Collision Course: Carlos Ghosn and the Culture Wars That Upended an Auto Empire
Hans Greimel and William Sposato
Harvard Business Review Press (June 2021)
Here is what many view as “a tale of two Ghosns, both found in one man”
Hans Greimel and William Sposato have created what seems certain to become the definite analysis of one of the most publicized careers in the modern business world. At one time, Carlos Ghosn was chairman and CEO of the Renault-Nissan-Mitsubishi Alliance, a strategic partnership among those automotive manufacturers through a complex cross-shareholding agreement. Today, Ghosn’s official biography will always be tarnished by a shameful nonerasable asterisk: “he ended his legendary career after being indicted four times and jumping bail to live as an international fugitive.”
As Greimel and Sposato explain, “There is a misleadingly simple narrative in the Ghosn story, centered on good guys, bad guys, individual greed, and a made-for-Hollywood getaway. Our approach, and a primary motivation to take on a book, was to offer an account that chronicles a more complex tale with more nuanced characters, not to mention ramifications that will continue for years.” (Page xi)
Briefly, Carlos Ghosn was born 9 March 1954. He is a Lebanese, Brazilian-born businessman who also holds French and Lebanese nationality. Over time, he forged a strategic partnership among those automotive manufacturers through a complex cross-shareholding agreement. The venture has held approximately 10% of the total market share since 2010 and, as of 2017, was understood to be the largest automobile group worldwide.
o Previously, in 1996, Renault’s CEO Louis Schweitzer hired Ghosn as his deputy and charged him with the task of turning the company around from near-bankruptcy. He became known as “Le Cost Killer.”
o In the early 2000s, for orchestrating one of the auto industry’s most aggressive downsizing campaigns and spearheading the turnaround of Nissan from its near-bankruptcy in 1999, he earned the nickname “Mr. Fix It.”
o Following the Nissan financial turnaround, he stepped down as CEO of Nissan on 1 April 2017, while remaining chairman of the company.
o He was arrested at Tokyo International Airport on 19 November 2018, on allegations of under-reporting his salary and gross misuse of company assets. On 22 November 2018, Nissan’s board dismissed Ghosn as Nissan’s Chairman, effective immediately.
o Mitsubishi Motors’ executive board took similar action on 26 November 2018.
o Renault and the French government continued to support him at first, presuming him innocent until they ultimately found the situation untenable and Ghosn was made to retire as Chairman and CEO of Renault on 24 January 2019.
o While out on bail granted in early March, Ghosn was re-arrested in Tokyo on 4 April 2019, over new charges of misappropriations of Nissan funds.
o On 8 April 2019, Nissan shareholders voted to oust Ghosn from the company’s board. He was released again on bail on 25 April.
o In June, Renault uncovered 11 million euros in questionable expenses by him, leading to a French investigation and raids.
o Ghosn fled from Japan to Lebanon via Turkey on 30 December, by private jet, breaking his bail conditions.
He was on what proved to be a multidimensional collision course with officials in three governments (France, Japan, and United States) and fiduciary responsibilities to three automobile companies (Renault, Nissan, and Mitsubishi). The complexity is exacerbated by legal, cultural, and social issues as well as conflicts between his career ambitions and his personal interests. Greimel and Sposato thoroughly examine all this “from the day he arrived as a celebrated fix-it man, right up to his daredevil bail-jumping escape as an international fugitive twenty years later.”
According to Ghosn, “The first achievement that no one can take away from me, is turning around Nissan. Number two, without any doubt, is the fact that I was able to manage three companies within the Alliance, two for many years and then the third for a couple of years, without any hiccup…It took my arrest to stop it.” (Pages 325-326)
Each reader must decide who are the good guys, who are the bad guys, and who are both in terms of individual ambition as well as greed, amidst various culture wars that upended an auto empire. When given the chance to head Renault-Nissan as “an irreversible Alliance” for another four years, he could have declined. He was sixty-four and later acknowledged, “that was a good moment to stop.” He didn’t.
In retrospect, was that really his biggest regret? Ghosn: “Without any doubt.”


◆ About this task:
Comb through the entries for "body" and pull out each line that holds it.

───

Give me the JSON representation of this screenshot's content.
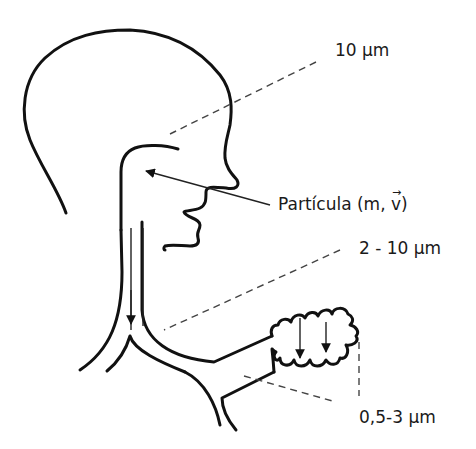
{
  "labels": {
    "upper_airway": "10 µm",
    "particle_prefix": "Partícula (m, ",
    "particle_vector": "v",
    "particle_suffix": ")",
    "vector_arrow": "→",
    "bronchi": "2 - 10 µm",
    "alveoli": "0,5-3 µm"
  },
  "figure": {
    "parts": [
      "head",
      "nasal-cavity",
      "trachea",
      "bronchi",
      "bronchiole",
      "alveoli"
    ],
    "arrows": [
      "particle-inhalation-arrow",
      "trachea-deposition-arrow",
      "alveoli-deposition-arrow-1",
      "alveoli-deposition-arrow-2"
    ],
    "line_color": "#111111",
    "dash_color": "#444444"
  }
}
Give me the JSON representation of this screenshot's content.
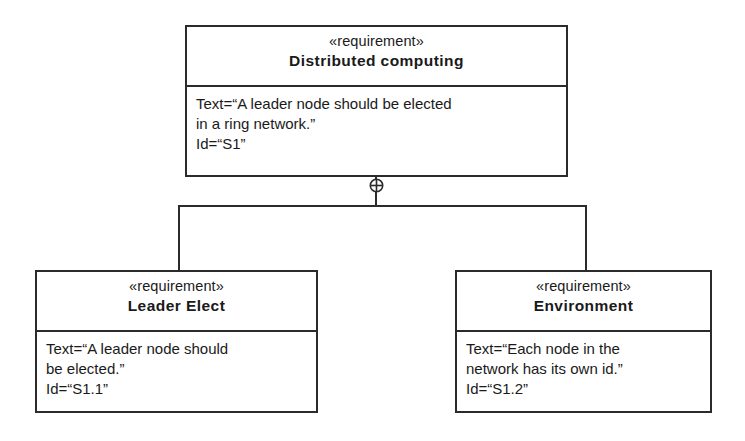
{
  "diagram": {
    "kind": "sysml-requirement-diagram",
    "relationship": "containment",
    "containment_symbol": "circle-plus",
    "line_color": "#2b2b2b",
    "background_color": "#ffffff"
  },
  "blocks": {
    "parent": {
      "stereotype": "«requirement»",
      "title": "Distributed computing",
      "body": "Text=“A leader node should be elected\nin a ring network.”\nId=“S1”",
      "properties": {
        "text": "A leader node should be elected in a ring network.",
        "id": "S1"
      }
    },
    "child_left": {
      "stereotype": "«requirement»",
      "title": "Leader Elect",
      "body": "Text=“A leader node should\nbe elected.”\nId=“S1.1”",
      "properties": {
        "text": "A leader node should be elected.",
        "id": "S1.1"
      }
    },
    "child_right": {
      "stereotype": "«requirement»",
      "title": "Environment",
      "body": "Text=“Each node in the\nnetwork has its own id.”\nId=“S1.2”",
      "properties": {
        "text": "Each node in the network has its own id.",
        "id": "S1.2"
      }
    }
  }
}
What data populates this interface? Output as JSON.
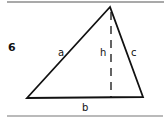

───

◆ Response:
      "body": "Text=“A leader node should be elected\nin a ring network.”\nId=“S1”",
      "body": "Text=“A leader node should\nbe elected.”\nId=“S1.1”",
      "body": "Text=“Each node in the\nnetwork has its own id.”\nId=“S1.2”",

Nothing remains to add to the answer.